The newspaper then assembled a number of responses for a special section in the Sept. 11 edition.
I remember watching a cable news channel as the attacks occurred. While struggling with the horror of seeing the first plane hit the World Trade Center, the second plane struck.
Once the confirmed number of deaths rose into the thousands, pundits and politicians evoked American history’s only comparable catastrophe - the attack on Pearl Harbor. Of the 2,400 who were killed in that attack, fewer than 100 were civilians.
The vast majority of the 3,000 September 11 victims were civilians. Even a majority of the 125 people killed at the Pentagon were civilians. Nevertheless, the staggering number of 9/11 fatalities made such a comparison inevitable.
However, the same politicians and talking heads who conjured up comparisons to Pearl Harbor focused on the loss of life, but never mentioned how the American people responded.
Isoroku Yamamoto, Commander-in-Chief of the Combined Japanese Fleet during World War II, revealed an understanding of what Japan faced because of the sneak attack when he wrote in his diary, “I fear all we have done is to awaken a sleeping giant and fill him with a terrible resolve.”
Yamamoto, who planned the attack on Pearl Harbor, seemed to understand that no matter how long it would take, American victory was a certainty.
Whether he understood why the Americans would probably win in the end is unclear. Nevertheless, history reveals in vivid detail that the United States would prevail because every American contributed to the war effort.
During WWII, Americans drove their cars, fueled by a few gallons of gas each week, on bald tires. They grew victory gardens. Women’s nylon stockings were replaced by rayon stockings because nylon was reserved for parachutes and other war necessities. And in summer, women even wore leg makeup to mimic the seams in the nylon stockings they had to forgo.
Children collected scrap metal, rubber, and paper was recycled into weapons, ammunition, and tires for jeeps and tanks. Meanwhile, youth organizations like the Minute Maids (a group similar to the Girl Scouts or the Camp Fire Girls) sold war stamps or bonds. Schools and groups like the Minute Maids sponsored rallies, parades, and dances at which war stamps and bonds were sold.
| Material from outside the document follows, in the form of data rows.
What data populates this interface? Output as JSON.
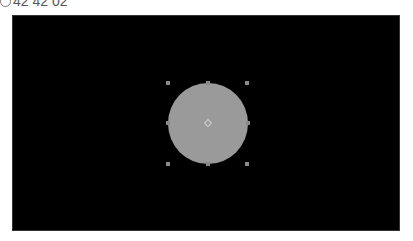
{
  "header": {
    "time_label": "42 42 02",
    "icon": "clock-icon"
  },
  "canvas": {
    "background": "#000000",
    "shape": {
      "type": "circle",
      "fill": "#9a9a9a",
      "selected": true
    }
  }
}
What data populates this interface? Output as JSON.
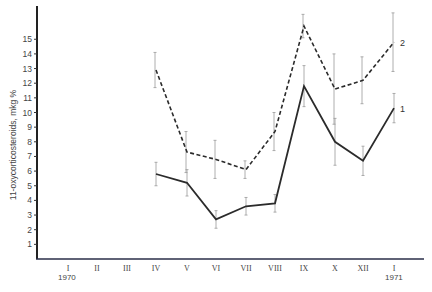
{
  "chart_data": {
    "type": "line",
    "title": "",
    "xlabel": "",
    "ylabel": "11-oxycorticosteroids, mkg %",
    "ylim": [
      0,
      17
    ],
    "yticks": [
      1,
      2,
      3,
      4,
      5,
      6,
      7,
      8,
      9,
      10,
      11,
      12,
      13,
      14,
      15
    ],
    "x_axis_ticks": [
      "I",
      "II",
      "III",
      "IV",
      "V",
      "VI",
      "VII",
      "VIII",
      "IX",
      "X",
      "XII",
      "I"
    ],
    "year_labels": [
      {
        "label": "1970",
        "at": "I"
      },
      {
        "label": "1971",
        "at": "I (2nd)"
      }
    ],
    "categories": [
      "IV",
      "V",
      "VI",
      "VII",
      "VIII",
      "IX",
      "X",
      "XII",
      "I"
    ],
    "series": [
      {
        "name": "1",
        "style": "solid",
        "values": [
          5.8,
          5.2,
          2.7,
          3.6,
          3.8,
          11.8,
          8.0,
          6.7,
          10.3
        ],
        "error": [
          0.8,
          0.9,
          0.6,
          0.6,
          0.6,
          1.4,
          1.6,
          1.0,
          1.0
        ]
      },
      {
        "name": "2",
        "style": "dashed",
        "values": [
          12.9,
          7.3,
          6.8,
          6.1,
          8.7,
          15.9,
          11.6,
          12.2,
          14.8
        ],
        "error": [
          1.2,
          1.4,
          1.3,
          0.6,
          1.3,
          0.8,
          2.4,
          1.6,
          2.0
        ]
      }
    ],
    "grid": false,
    "legend": "inline labels at line ends"
  },
  "labels": {
    "ylabel": "11-oxycorticosteroids, mkg %",
    "year_start": "1970",
    "year_end": "1971",
    "series1": "1",
    "series2": "2"
  }
}
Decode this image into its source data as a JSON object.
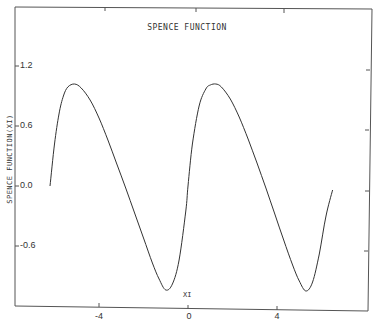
{
  "chart_data": {
    "type": "line",
    "title": "SPENCE FUNCTION",
    "xlabel": "XI",
    "ylabel": "SPENCE FUNCTION(XI)",
    "xlim": [
      -8,
      8
    ],
    "ylim": [
      -1.2,
      1.8
    ],
    "xticks": [
      "-4",
      "0",
      "4"
    ],
    "yticks": [
      "1.2",
      "0.6",
      "0.0",
      "-0.6"
    ],
    "grid": false,
    "legend": null,
    "series": [
      {
        "name": "SPENCE FUNCTION",
        "x": [
          -6.2,
          -6.0,
          -5.8,
          -5.6,
          -5.4,
          -5.1,
          -4.8,
          -4.4,
          -4.0,
          -3.6,
          -3.2,
          -2.8,
          -2.4,
          -2.0,
          -1.6,
          -1.3,
          -1.0,
          -0.7,
          -0.4,
          -0.1,
          0.0,
          0.2,
          0.5,
          0.8,
          1.0,
          1.25,
          1.5,
          1.9,
          2.3,
          2.7,
          3.1,
          3.5,
          3.9,
          4.3,
          4.7,
          5.0,
          5.3,
          5.6,
          5.9,
          6.2,
          6.5
        ],
        "y": [
          0.0,
          0.42,
          0.72,
          0.9,
          0.99,
          1.02,
          0.98,
          0.86,
          0.68,
          0.46,
          0.22,
          -0.02,
          -0.27,
          -0.52,
          -0.77,
          -0.93,
          -1.04,
          -0.98,
          -0.74,
          -0.25,
          0.0,
          0.42,
          0.8,
          0.97,
          1.01,
          1.02,
          0.99,
          0.87,
          0.69,
          0.47,
          0.23,
          -0.02,
          -0.28,
          -0.54,
          -0.79,
          -0.95,
          -1.05,
          -0.96,
          -0.68,
          -0.3,
          -0.04
        ]
      }
    ]
  }
}
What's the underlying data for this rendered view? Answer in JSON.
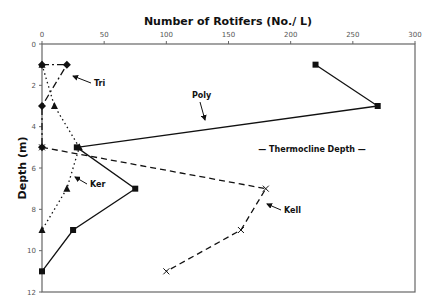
{
  "chart_data": {
    "type": "line",
    "title": "Number of Rotifers (No./ L)",
    "xlabel": "Number of Rotifers (No./ L)",
    "ylabel": "Depth (m)",
    "xlim": [
      0,
      300
    ],
    "ylim": [
      0,
      12
    ],
    "y_inverted": true,
    "x_axis_position": "top",
    "x_ticks": [
      0,
      50,
      100,
      150,
      200,
      250,
      300
    ],
    "y_ticks": [
      0,
      2,
      4,
      6,
      8,
      10,
      12
    ],
    "grid": false,
    "legend": "none (inline arrow annotations)",
    "series": [
      {
        "name": "Poly",
        "style": "solid",
        "marker": "square",
        "points": [
          [
            220,
            1
          ],
          [
            270,
            3
          ],
          [
            28,
            5
          ],
          [
            75,
            7
          ],
          [
            25,
            9
          ],
          [
            0,
            11
          ]
        ]
      },
      {
        "name": "Tri",
        "style": "dash-dot",
        "marker": "diamond",
        "points": [
          [
            0,
            1
          ],
          [
            20,
            1
          ],
          [
            0,
            3
          ],
          [
            0,
            5
          ]
        ]
      },
      {
        "name": "Ker",
        "style": "dotted",
        "marker": "triangle",
        "points": [
          [
            0,
            1
          ],
          [
            10,
            3
          ],
          [
            30,
            5
          ],
          [
            20,
            7
          ],
          [
            0,
            9
          ]
        ]
      },
      {
        "name": "Kell",
        "style": "dashed",
        "marker": "x",
        "points": [
          [
            0,
            5
          ],
          [
            180,
            7
          ],
          [
            160,
            9
          ],
          [
            100,
            11
          ]
        ]
      }
    ],
    "annotations": [
      {
        "text": "Tri",
        "x": 30,
        "y": 2
      },
      {
        "text": "Poly",
        "x": 130,
        "y": 3
      },
      {
        "text": "Ker",
        "x": 35,
        "y": 7
      },
      {
        "text": "Kell",
        "x": 200,
        "y": 8
      },
      {
        "text": "— Thermocline Depth —",
        "x": 230,
        "y": 5
      }
    ]
  },
  "labels": {
    "title": "Number of Rotifers (No./ L)",
    "ylabel": "Depth (m)",
    "thermocline": "— Thermocline Depth —",
    "tri": "Tri",
    "poly": "Poly",
    "ker": "Ker",
    "kell": "Kell"
  }
}
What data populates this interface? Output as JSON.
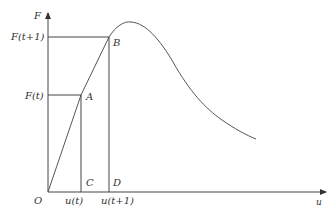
{
  "diagram": {
    "axes": {
      "y_label": "F",
      "x_label": "u",
      "origin_label": "O"
    },
    "y_ticks": [
      {
        "label": "F(t+1)"
      },
      {
        "label": "F(t)"
      }
    ],
    "x_ticks": [
      {
        "label": "u(t)"
      },
      {
        "label": "u(t+1)"
      }
    ],
    "points": {
      "A": "A",
      "B": "B",
      "C": "C",
      "D": "D"
    },
    "colors": {
      "line": "#444444",
      "curve": "#555555",
      "background": "#ffffff"
    }
  }
}
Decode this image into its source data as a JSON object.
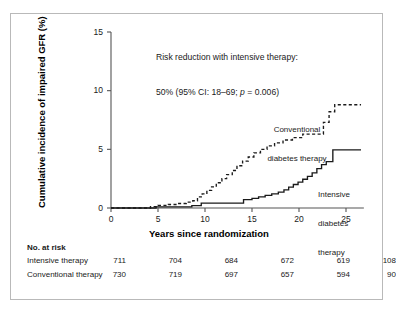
{
  "chart_data": {
    "type": "line",
    "title": "",
    "xlabel": "Years since randomization",
    "ylabel": "Cumulative incidence of impaired GFR (%)",
    "xlim": [
      0,
      27
    ],
    "ylim": [
      0,
      15
    ],
    "xticks": [
      0,
      5,
      10,
      15,
      20,
      25
    ],
    "yticks": [
      0,
      5,
      10,
      15
    ],
    "grid": false,
    "legend_position": "inline-annotations",
    "annotation": {
      "line1": "Risk reduction with intensive therapy:",
      "line2_pre": "50% (95% CI: 18–69; ",
      "line2_italic": "p",
      "line2_post": " = 0.006)"
    },
    "series": [
      {
        "name": "Conventional diabetes therapy",
        "style": "dashed",
        "label_line1": "Conventional",
        "label_line2": "diabetes therapy",
        "points": [
          [
            0,
            0
          ],
          [
            4.2,
            0
          ],
          [
            4.2,
            0.12
          ],
          [
            5.0,
            0.12
          ],
          [
            5.0,
            0.22
          ],
          [
            6.1,
            0.22
          ],
          [
            6.1,
            0.3
          ],
          [
            7.0,
            0.3
          ],
          [
            7.0,
            0.38
          ],
          [
            8.0,
            0.38
          ],
          [
            8.0,
            0.5
          ],
          [
            8.7,
            0.5
          ],
          [
            8.7,
            0.62
          ],
          [
            9.2,
            0.62
          ],
          [
            9.2,
            0.95
          ],
          [
            9.7,
            0.95
          ],
          [
            9.7,
            1.2
          ],
          [
            10.2,
            1.2
          ],
          [
            10.2,
            1.5
          ],
          [
            10.7,
            1.5
          ],
          [
            10.7,
            1.8
          ],
          [
            11.2,
            1.8
          ],
          [
            11.2,
            2.15
          ],
          [
            11.8,
            2.15
          ],
          [
            11.8,
            2.5
          ],
          [
            12.3,
            2.5
          ],
          [
            12.3,
            2.85
          ],
          [
            12.9,
            2.85
          ],
          [
            12.9,
            3.2
          ],
          [
            13.4,
            3.2
          ],
          [
            13.4,
            3.6
          ],
          [
            14.0,
            3.6
          ],
          [
            14.0,
            4.0
          ],
          [
            14.6,
            4.0
          ],
          [
            14.6,
            4.35
          ],
          [
            15.2,
            4.35
          ],
          [
            15.2,
            4.7
          ],
          [
            15.9,
            4.7
          ],
          [
            15.9,
            5.0
          ],
          [
            16.6,
            5.0
          ],
          [
            16.6,
            5.3
          ],
          [
            17.4,
            5.3
          ],
          [
            17.4,
            5.55
          ],
          [
            18.3,
            5.55
          ],
          [
            18.3,
            5.8
          ],
          [
            19.3,
            5.8
          ],
          [
            19.3,
            6.0
          ],
          [
            20.4,
            6.0
          ],
          [
            20.4,
            6.3
          ],
          [
            22.6,
            6.3
          ],
          [
            22.6,
            7.3
          ],
          [
            23.2,
            7.3
          ],
          [
            23.2,
            8.2
          ],
          [
            23.8,
            8.2
          ],
          [
            23.8,
            8.8
          ],
          [
            26.6,
            8.8
          ]
        ]
      },
      {
        "name": "Intensive diabetes therapy",
        "style": "solid",
        "label_line1": "Intensive",
        "label_line2": "diabetes",
        "label_line3": "therapy",
        "points": [
          [
            0,
            0
          ],
          [
            4.8,
            0
          ],
          [
            4.8,
            0.1
          ],
          [
            8.6,
            0.1
          ],
          [
            8.6,
            0.2
          ],
          [
            9.6,
            0.2
          ],
          [
            9.6,
            0.42
          ],
          [
            14.1,
            0.42
          ],
          [
            14.1,
            0.72
          ],
          [
            15.0,
            0.72
          ],
          [
            15.0,
            0.82
          ],
          [
            15.7,
            0.82
          ],
          [
            15.7,
            0.95
          ],
          [
            16.4,
            0.95
          ],
          [
            16.4,
            1.08
          ],
          [
            17.1,
            1.08
          ],
          [
            17.1,
            1.2
          ],
          [
            17.8,
            1.2
          ],
          [
            17.8,
            1.35
          ],
          [
            18.4,
            1.35
          ],
          [
            18.4,
            1.55
          ],
          [
            18.9,
            1.55
          ],
          [
            18.9,
            1.78
          ],
          [
            19.4,
            1.78
          ],
          [
            19.4,
            2.0
          ],
          [
            19.9,
            2.0
          ],
          [
            19.9,
            2.2
          ],
          [
            20.4,
            2.2
          ],
          [
            20.4,
            2.45
          ],
          [
            20.9,
            2.45
          ],
          [
            20.9,
            2.7
          ],
          [
            21.4,
            2.7
          ],
          [
            21.4,
            3.0
          ],
          [
            21.9,
            3.0
          ],
          [
            21.9,
            3.35
          ],
          [
            22.4,
            3.35
          ],
          [
            22.4,
            3.7
          ],
          [
            22.9,
            3.7
          ],
          [
            22.9,
            3.95
          ],
          [
            23.6,
            3.95
          ],
          [
            23.6,
            4.95
          ],
          [
            26.6,
            4.95
          ]
        ]
      }
    ]
  },
  "risk_table": {
    "heading": "No. at risk",
    "rows": [
      {
        "label": "Intensive therapy",
        "values": [
          "711",
          "704",
          "684",
          "672",
          "619",
          "108"
        ]
      },
      {
        "label": "Conventional therapy",
        "values": [
          "730",
          "719",
          "697",
          "657",
          "594",
          "90"
        ]
      }
    ]
  }
}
Contrast this with the American response to 9/11. After the attack, President Bush had a golden opportunity to unite the nation in a noble cause. He could have summoned Americans to break their addiction to oil, since oil finances all the terrorism originating from the Middle East.
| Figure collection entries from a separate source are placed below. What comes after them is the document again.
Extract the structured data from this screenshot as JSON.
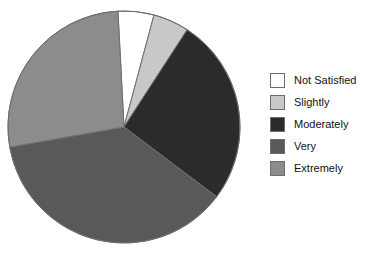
{
  "chart_data": {
    "type": "pie",
    "title": "",
    "subtitle": "",
    "xlabel": "",
    "ylabel": "",
    "legend_position": "right",
    "grid": false,
    "categories": [
      "Not Satisfied",
      "Slightly",
      "Moderately",
      "Very",
      "Extremely"
    ],
    "values": [
      5,
      5,
      26,
      37,
      27
    ],
    "units": "percent",
    "start_angle_deg": -3,
    "direction": "clockwise",
    "slices": [
      {
        "label": "Not Satisfied",
        "value": 5,
        "color": "#ffffff",
        "start_deg": -3,
        "end_deg": 15
      },
      {
        "label": "Slightly",
        "value": 5,
        "color": "#c8c8c8",
        "start_deg": 15,
        "end_deg": 33
      },
      {
        "label": "Moderately",
        "value": 26,
        "color": "#2b2b2b",
        "start_deg": 33,
        "end_deg": 127
      },
      {
        "label": "Very",
        "value": 37,
        "color": "#595959",
        "start_deg": 127,
        "end_deg": 260
      },
      {
        "label": "Extremely",
        "value": 27,
        "color": "#8c8c8c",
        "start_deg": 260,
        "end_deg": 357
      }
    ],
    "geometry": {
      "center_x": 124,
      "center_y": 127,
      "radius": 116,
      "outline_color": "#6e6e6e"
    }
  },
  "legend": {
    "items": [
      {
        "label": "Not Satisfied",
        "color": "#ffffff"
      },
      {
        "label": "Slightly",
        "color": "#c8c8c8"
      },
      {
        "label": "Moderately",
        "color": "#2b2b2b"
      },
      {
        "label": "Very",
        "color": "#595959"
      },
      {
        "label": "Extremely",
        "color": "#8c8c8c"
      }
    ]
  },
  "colors": {
    "background": "#ffffff",
    "text": "#111111",
    "swatch_border": "#6e6e6e",
    "slice_border": "#6e6e6e"
  }
}
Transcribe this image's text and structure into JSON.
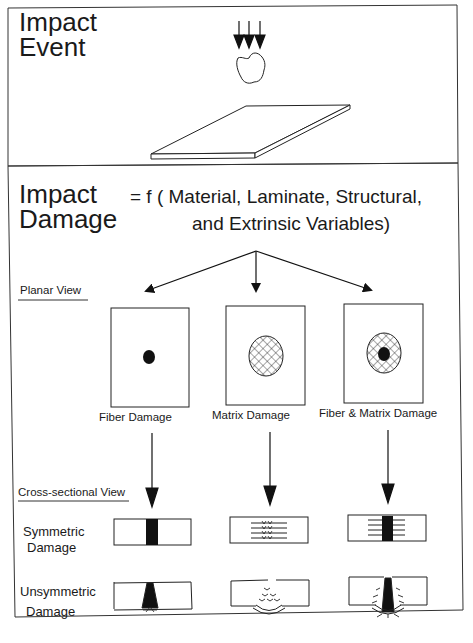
{
  "top_panel": {
    "title_line1": "Impact",
    "title_line2": "Event",
    "elements": [
      "impact-arrows-icon",
      "impactor-icon",
      "plate-icon"
    ]
  },
  "bottom_panel": {
    "title_line1": "Impact",
    "title_line2": "Damage",
    "formula_line1": "= f ( Material, Laminate, Structural,",
    "formula_line2": "and Extrinsic  Variables)"
  },
  "planar_view": {
    "heading": "Planar View",
    "panels": [
      {
        "label": "Fiber Damage",
        "pattern": "solid-dot"
      },
      {
        "label": "Matrix Damage",
        "pattern": "crosshatch-ellipse"
      },
      {
        "label": "Fiber & Matrix Damage",
        "pattern": "crosshatch-ellipse-with-dot"
      }
    ]
  },
  "cross_sectional_view": {
    "heading": "Cross-sectional View",
    "rows": [
      {
        "label_line1": "Symmetric",
        "label_line2": "Damage"
      },
      {
        "label_line1": "Unsymmetric",
        "label_line2": "Damage"
      }
    ]
  },
  "colors": {
    "ink": "#111111",
    "background": "#ffffff"
  }
}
Instead, he told us to maintain the status quo. In a speech on September 20 to a joint session of Congress, Bush said “It is my hope that in the months and years ahead life will return almost to normal. We'll go back to our lives and routines and that is good.”
He was urging us to change nothing. At that moment Bush proved to be incapable of anything more than sucking up to a self-indulgent spoiled constituency. His message was “If we change our way of life, they win!” The message should have been “If we stop financing terrorism at the gas pump like junkies making drug dealers rich, each of you wins. And the nation wins.”
In the same September 20 speech, Bush defined his foreign policy as a false dichotomy when he said, “Every nation in every region now has a decision to make: Either you are with us or you are with the terrorists.” (Stephen Colbert would often parody this with remarks like, “Either you are for the Iraq War - or you hate America.”)
It is not as if Bush was clueless how divided the nation already was. After Al Gore conceded the 2000 election, Bush said “Our nation must rise above a house divided... I know America wants reconciliation and unity. I know Americans want progress. And we must seize this moment and deliver.”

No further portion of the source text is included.